Some See 'Herd Behavior' Behind the Market Swings

In theory, the stock market works rationally and investors always exercise a disciplined calculus to part with their hard-won cash.

But in reality, as the previous two days have shown so dramatically, there is a lot of raw emotion and frail psychology in the "demand" half of the crowning equation of "supply and demand."

The coupling of Monday's 554-point drop and Tuesday's 337-point rise in the Dow Jones industrial average "is an extreme example of the fact that Wall Street decision-making is based on emotional, not rational, analysis," said Maurice Elvekrog, a psychologist and financial analyst in Bloomfield Hills, Mich.

He attributed the wild trading to "herd behavior" largely on the part of fund managers, who on Monday reacted en masse to a crisis in Far East markets by selling and then on Tuesday lapped up the now-discounted spoils. "Presumably the professional managers are doing their own thinking and analysis," he said. "But they all tend to live in the same world and are very concerned about quarterly results. They don't want to be left behind."

It is only one of the oddities of "investment psychology" that professional money managers, with their high-flying financial credentials and reams of computer data at their fingertips, should be ignominiously compared to a bunch of skittish zebras fleeing a hungry lion.

Beyond herding, social scientists have documented or postulated other ways in which decidedly noneconomic emotions sway decisions to buy or sell stocks--including a paralyzing fear of loss, self-aggrandizement, wishful thinking and a sort of optimistic group-think.

No less an authority than the chairman of the Federal Reserve, Alan Greenspan, acknowledged that there was more to market valuations than coldly assessed bottom lines when he said earlier this year that the stock market was subject to "irrational exuberance."

Neil Weinstein, a Rutgers University psychologist specializing in decision-making theory, said that psychologists are making inroads into the "dismal science" of economics. "There's continuing disagreement between one branch of economics, which treats people as rational decision-makers optimizing benefits to themselves, and the psychologists who point to biases and rationalizations" suggesting that investing behavior is not always optimal after all.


(What you will do) Whenever a line in the data holds the string "DataOnDemand", pull that line out.

BEGIN Input data

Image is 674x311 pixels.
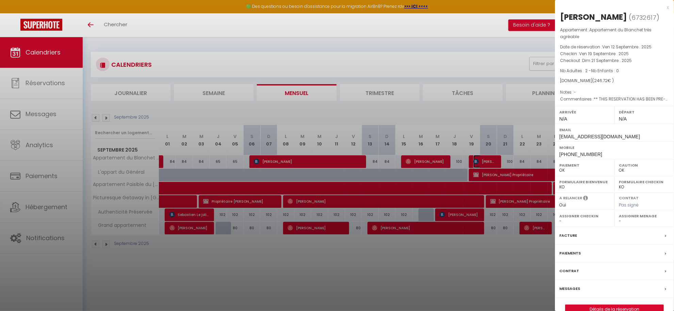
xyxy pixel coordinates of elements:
span: Nb Enfants : 0 [591,68,619,74]
span: Ven 19 Septembre . 2025 [579,51,629,57]
span: Dim 21 Septembre . 2025 [583,58,632,63]
label: Formulaire Bienvenue [560,178,610,185]
label: A relancer [560,195,583,201]
p: Notes : [560,89,669,96]
span: N/A [560,116,568,122]
label: Paiements [560,250,581,257]
label: Mobile [560,144,670,151]
p: Commentaires : [560,96,669,102]
div: x [555,3,669,12]
span: 246.72 [594,78,608,83]
span: [EMAIL_ADDRESS][DOMAIN_NAME] [560,134,640,139]
label: Email [560,126,670,133]
span: [PHONE_NUMBER] [560,152,603,157]
label: Contrat [560,267,579,274]
p: Appartement : [560,27,669,40]
p: Checkout : [560,57,669,64]
span: Appartement du Blanchet très agréable [560,27,652,39]
p: Checkin : [560,50,669,57]
span: ( ) [629,13,660,22]
i: Sélectionner OUI si vous souhaiter envoyer les séquences de messages post-checkout [584,195,588,203]
div: [DOMAIN_NAME] [560,78,669,84]
span: 6732617 [632,13,657,22]
label: Paiement [560,162,610,169]
span: - [574,89,576,95]
span: N/A [619,116,627,122]
label: Caution [619,162,670,169]
label: Messages [560,285,581,292]
span: Pas signé [619,202,639,208]
label: Assigner Checkin [560,212,610,219]
span: Ven 12 Septembre . 2025 [603,44,652,50]
label: Départ [619,109,670,115]
p: Date de réservation : [560,44,669,50]
label: Formulaire Checkin [619,178,670,185]
div: [PERSON_NAME] [560,12,627,22]
span: ( € ) [593,78,614,83]
label: Contrat [619,195,639,200]
span: Nb Adultes : 2 - [560,68,619,74]
label: Facture [560,232,577,239]
label: Assigner Menage [619,212,670,219]
label: Arrivée [560,109,610,115]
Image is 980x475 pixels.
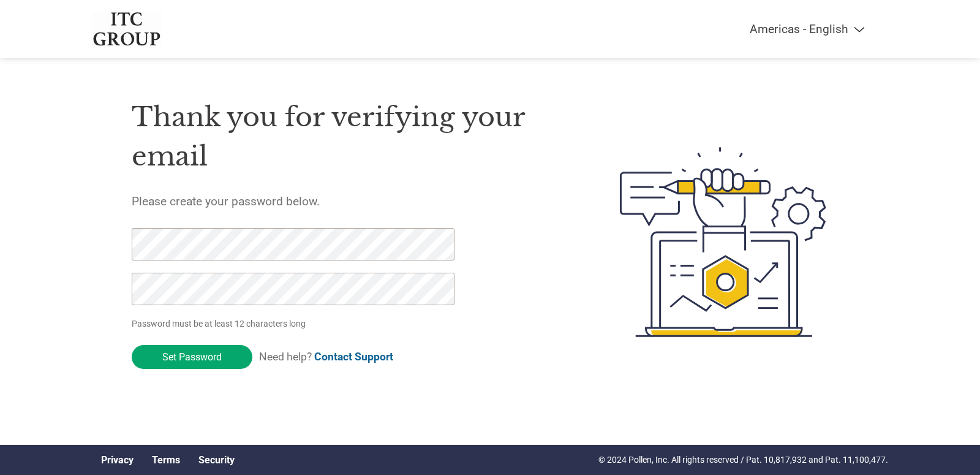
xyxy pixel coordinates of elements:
[131,97,562,177] h1: Thank you for verifying your email
[131,317,459,331] p: Password must be at least 12 characters long
[599,453,887,467] p: © 2024 Pollen, Inc. All rights reserved / Pat. 10,817,932 and Pat. 11,100,477.
[198,454,234,466] a: Security
[131,195,562,209] h5: Please create your password below.
[152,454,180,466] a: Terms
[101,454,133,466] a: Privacy
[131,345,252,368] input: Set Password
[314,350,393,363] a: Contact Support
[598,79,849,404] img: create-password
[259,350,393,363] span: Need help?
[92,12,161,46] img: ITC Group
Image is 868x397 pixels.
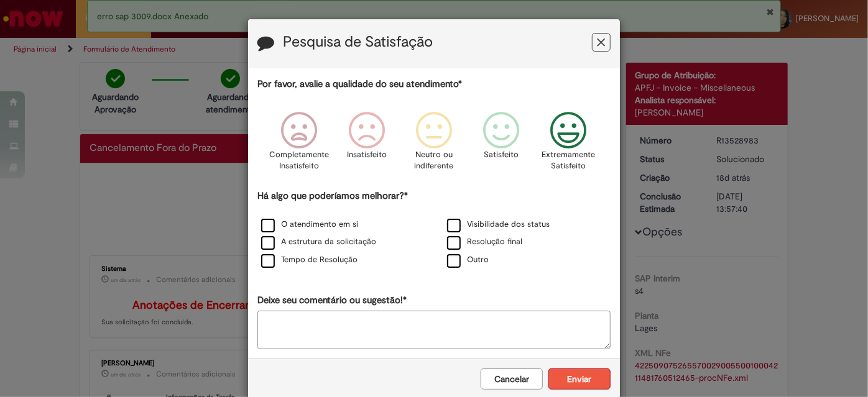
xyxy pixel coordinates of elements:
div: Satisfeito [469,103,533,187]
div: Completamente Insatisfeito [267,103,330,187]
div: Extremamente Satisfeito [537,103,600,187]
label: Deixe seu comentário ou sugestão!* [257,294,407,307]
p: Insatisfeito [346,149,387,161]
label: Outro [447,254,489,266]
label: A estrutura da solicitação [261,236,376,247]
label: Pesquisa de Satisfação [282,34,433,50]
p: Neutro ou indiferente [411,149,457,172]
button: Cancelar [480,369,542,389]
p: Satisfeito [484,149,519,161]
label: Por favor, avalie a qualidade do seu atendimento* [257,78,462,90]
div: Neutro ou indiferente [402,103,466,187]
p: Extremamente Satisfeito [541,149,595,172]
button: Enviar [548,369,610,389]
p: Completamente Insatisfeito [270,149,330,172]
label: Tempo de Resolução [261,254,358,266]
label: Resolução final [447,236,522,247]
div: Insatisfeito [335,103,398,187]
label: O atendimento em si [261,218,358,230]
label: Visibilidade dos status [447,218,550,230]
div: Há algo que poderíamos melhorar?* [257,189,610,270]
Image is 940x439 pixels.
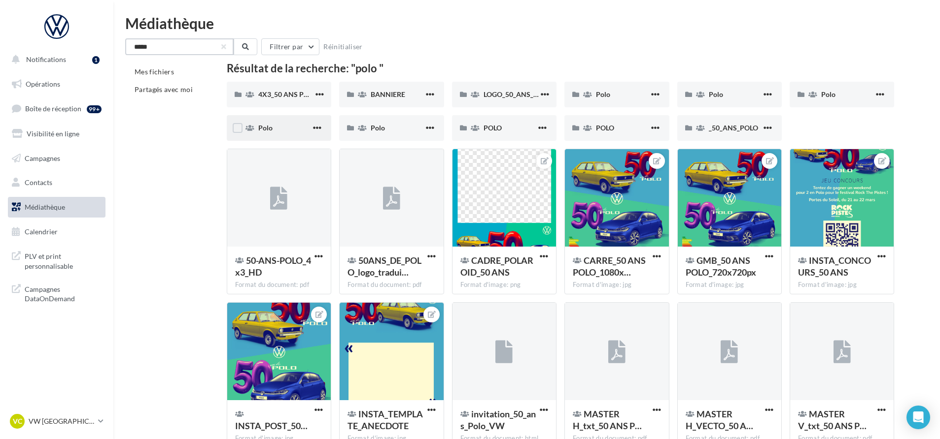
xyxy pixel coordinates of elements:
[483,124,502,132] span: POLO
[573,281,660,290] div: Format d'image: jpg
[87,105,101,113] div: 99+
[258,124,272,132] span: Polo
[685,255,756,278] span: GMB_50 ANS POLO_720x720px
[6,279,107,308] a: Campagnes DataOnDemand
[347,409,423,432] span: INSTA_TEMPLATE_ANECDOTE
[596,124,614,132] span: POLO
[27,130,79,138] span: Visibilité en ligne
[6,74,107,95] a: Opérations
[25,203,65,211] span: Médiathèque
[460,255,533,278] span: CADRE_POLAROID_50 ANS
[125,16,928,31] div: Médiathèque
[6,49,103,70] button: Notifications 1
[135,85,193,94] span: Partagés avec moi
[708,90,723,99] span: Polo
[26,80,60,88] span: Opérations
[6,222,107,242] a: Calendrier
[135,67,174,76] span: Mes fichiers
[235,255,311,278] span: 50-ANS-POLO_4x3_HD
[685,409,753,432] span: MASTER H_VECTO_50 ANS POLO.
[483,90,551,99] span: LOGO_50_ANS_POLO
[258,90,317,99] span: 4X3_50 ANS POLO
[6,98,107,119] a: Boîte de réception99+
[798,409,866,432] span: MASTER V_txt_50 ANS POLO.
[6,148,107,169] a: Campagnes
[708,124,758,132] span: _50_ANS_POLO
[25,104,81,113] span: Boîte de réception
[8,412,105,431] a: VC VW [GEOGRAPHIC_DATA]
[25,228,58,236] span: Calendrier
[6,124,107,144] a: Visibilité en ligne
[798,281,885,290] div: Format d'image: jpg
[371,90,405,99] span: BANNIERE
[6,197,107,218] a: Médiathèque
[573,255,645,278] span: CARRE_50 ANS POLO_1080x1080px
[25,154,60,162] span: Campagnes
[371,124,385,132] span: Polo
[29,417,94,427] p: VW [GEOGRAPHIC_DATA]
[25,250,101,271] span: PLV et print personnalisable
[26,55,66,64] span: Notifications
[235,281,323,290] div: Format du document: pdf
[227,63,894,74] div: Résultat de la recherche: "polo "
[596,90,610,99] span: Polo
[6,172,107,193] a: Contacts
[25,178,52,187] span: Contacts
[25,283,101,304] span: Campagnes DataOnDemand
[347,255,421,278] span: 50ANS_DE_POLO_logo_traduit_FR_noir
[460,281,548,290] div: Format d'image: png
[6,246,107,275] a: PLV et print personnalisable
[347,281,435,290] div: Format du document: pdf
[261,38,319,55] button: Filtrer par
[821,90,835,99] span: Polo
[92,56,100,64] div: 1
[685,281,773,290] div: Format d'image: jpg
[906,406,930,430] div: Open Intercom Messenger
[573,409,641,432] span: MASTER H_txt_50 ANS POLO
[460,409,536,432] span: invitation_50_ans_Polo_VW
[798,255,871,278] span: INSTA_CONCOURS_50 ANS
[13,417,22,427] span: VC
[319,41,367,53] button: Réinitialiser
[235,421,307,432] span: INSTA_POST_50 ANS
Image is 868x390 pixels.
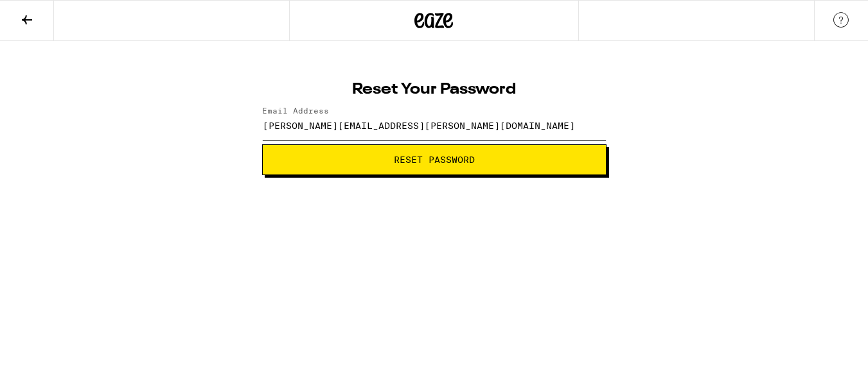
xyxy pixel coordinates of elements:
span: Hi. Need any help? [7,9,92,20]
label: Email Address [262,106,329,115]
button: Reset Password [262,144,607,175]
span: Reset Password [394,156,475,164]
h1: Reset Your Password [262,82,607,98]
input: Email Address [262,111,607,140]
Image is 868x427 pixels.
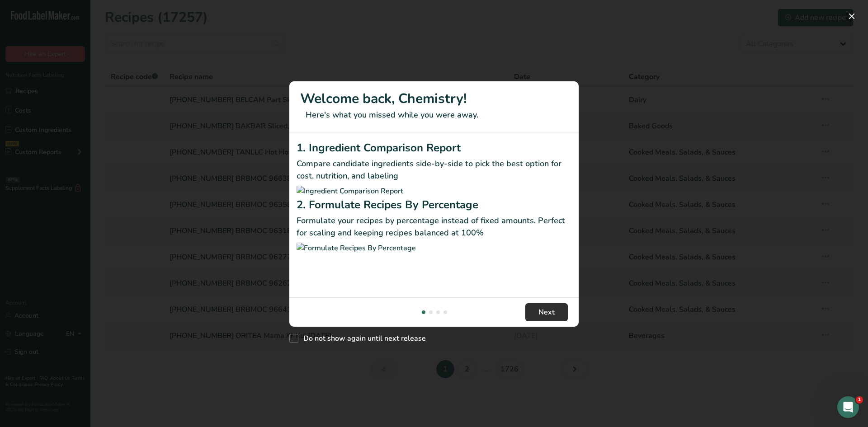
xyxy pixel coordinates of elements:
iframe: Intercom live chat [837,396,859,418]
img: Formulate Recipes By Percentage [297,242,416,253]
h1: Welcome back, Chemistry! [300,89,568,109]
button: Next [525,303,568,321]
p: Here's what you missed while you were away. [300,109,568,121]
span: Next [539,307,555,318]
span: Do not show again until next release [298,334,426,343]
span: 1 [856,396,863,403]
h2: 1. Ingredient Comparison Report [297,140,571,156]
img: Ingredient Comparison Report [297,186,403,197]
p: Formulate your recipes by percentage instead of fixed amounts. Perfect for scaling and keeping re... [297,214,571,239]
h2: 2. Formulate Recipes By Percentage [297,197,571,213]
p: Compare candidate ingredients side-by-side to pick the best option for cost, nutrition, and labeling [297,158,571,182]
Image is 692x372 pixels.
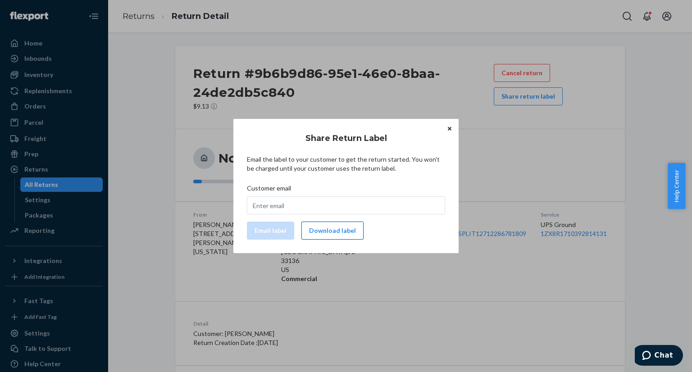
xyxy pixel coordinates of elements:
h3: Share Return Label [306,133,387,144]
input: Customer email [247,197,445,215]
span: Customer email [247,184,291,197]
button: Download label [302,222,364,240]
button: Close [445,124,454,133]
p: Email the label to your customer to get the return started. You won't be charged until your custo... [247,155,445,173]
span: Chat [20,6,38,14]
button: Email label [247,222,294,240]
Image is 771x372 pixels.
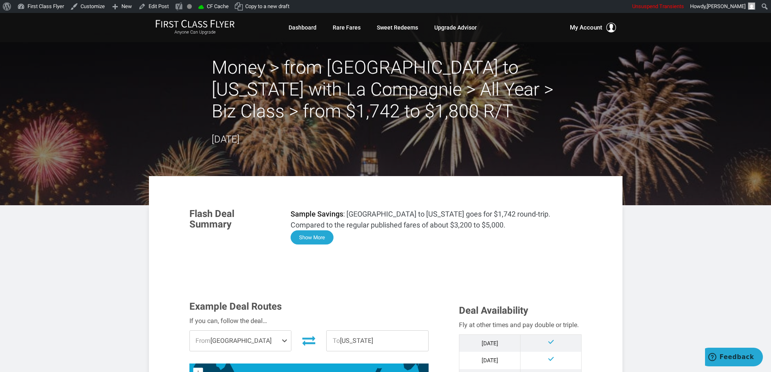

END Input data

(Solution)
[6,279,107,308] a: Campagnes DataOnDemand
[25,283,101,304] span: Campagnes DataOnDemand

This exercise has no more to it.